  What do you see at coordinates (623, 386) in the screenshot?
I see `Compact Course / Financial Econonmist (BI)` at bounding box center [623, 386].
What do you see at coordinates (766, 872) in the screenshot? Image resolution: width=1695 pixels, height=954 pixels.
+--
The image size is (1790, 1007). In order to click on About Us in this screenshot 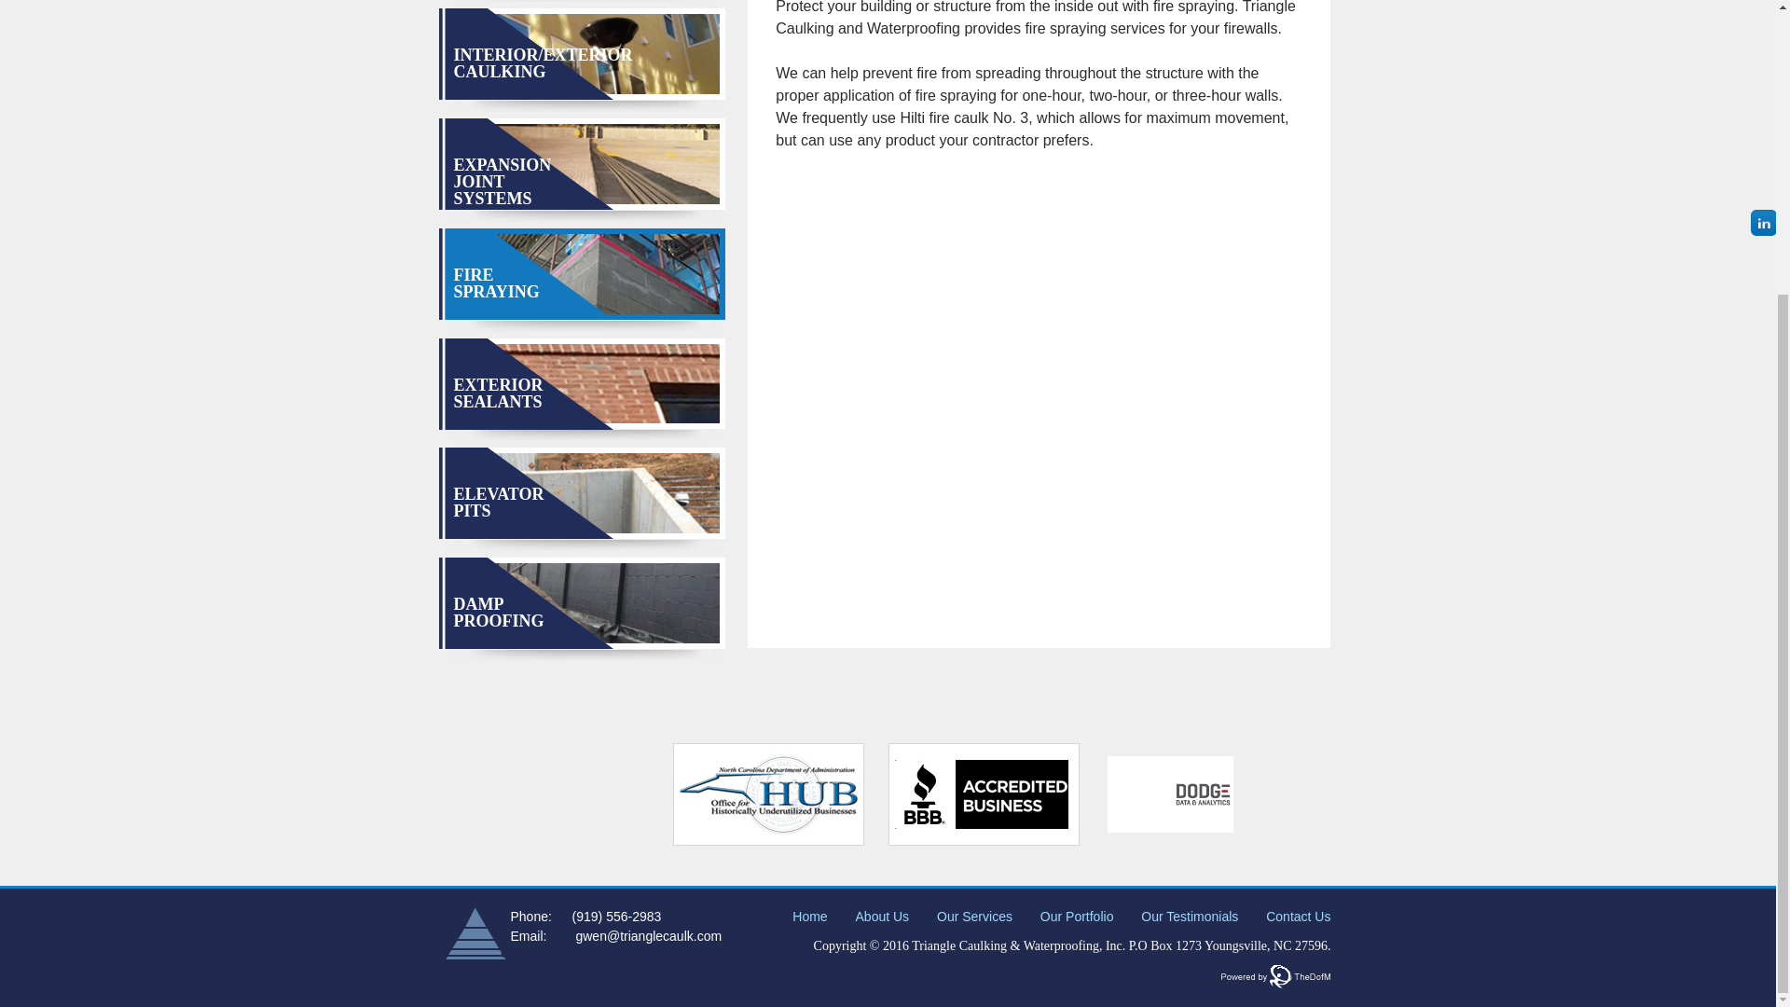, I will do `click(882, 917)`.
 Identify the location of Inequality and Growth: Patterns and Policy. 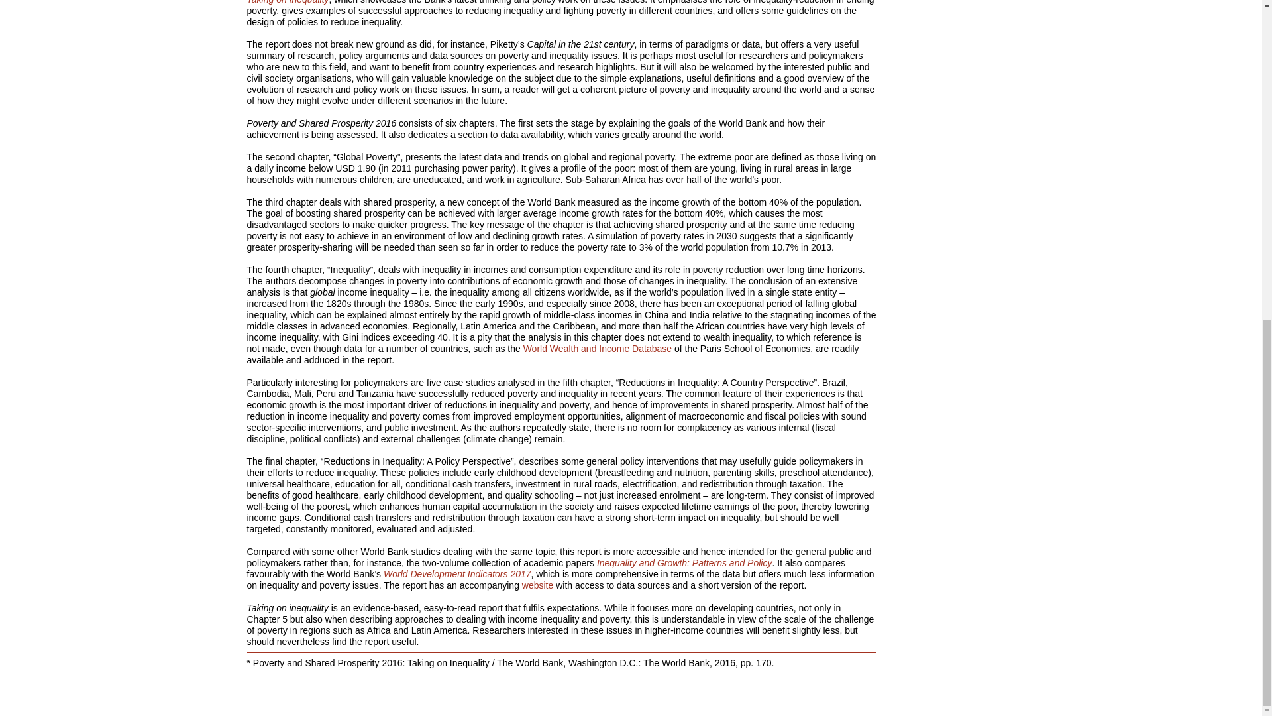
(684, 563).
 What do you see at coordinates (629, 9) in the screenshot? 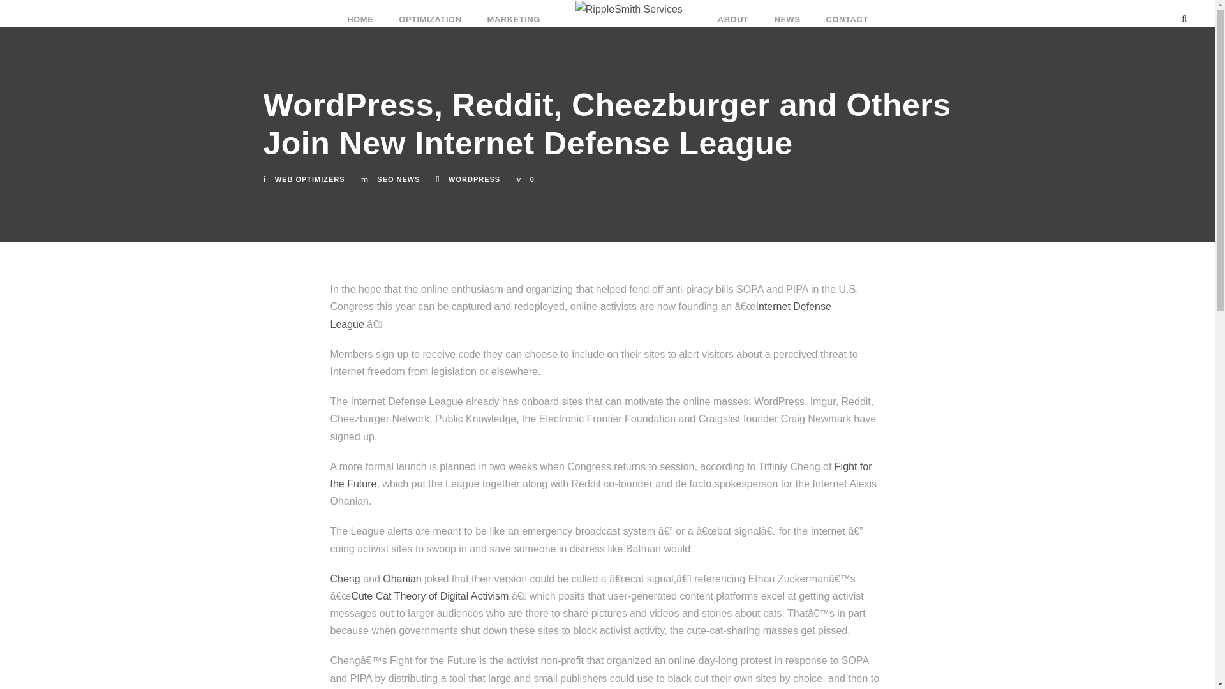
+--
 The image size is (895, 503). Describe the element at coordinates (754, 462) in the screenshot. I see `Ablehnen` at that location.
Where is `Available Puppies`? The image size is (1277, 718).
+--
(What is expected): From the records above, copy only the lines running from the line containing "Identify the location" to the line containing "What do you see at coordinates (629, 9)", both ends included. Leave the pictures out.

(Solution for this problem):
 Identify the location of Inequality and Growth: Patterns and Policy. 
(684, 563).
 What do you see at coordinates (629, 9) in the screenshot? 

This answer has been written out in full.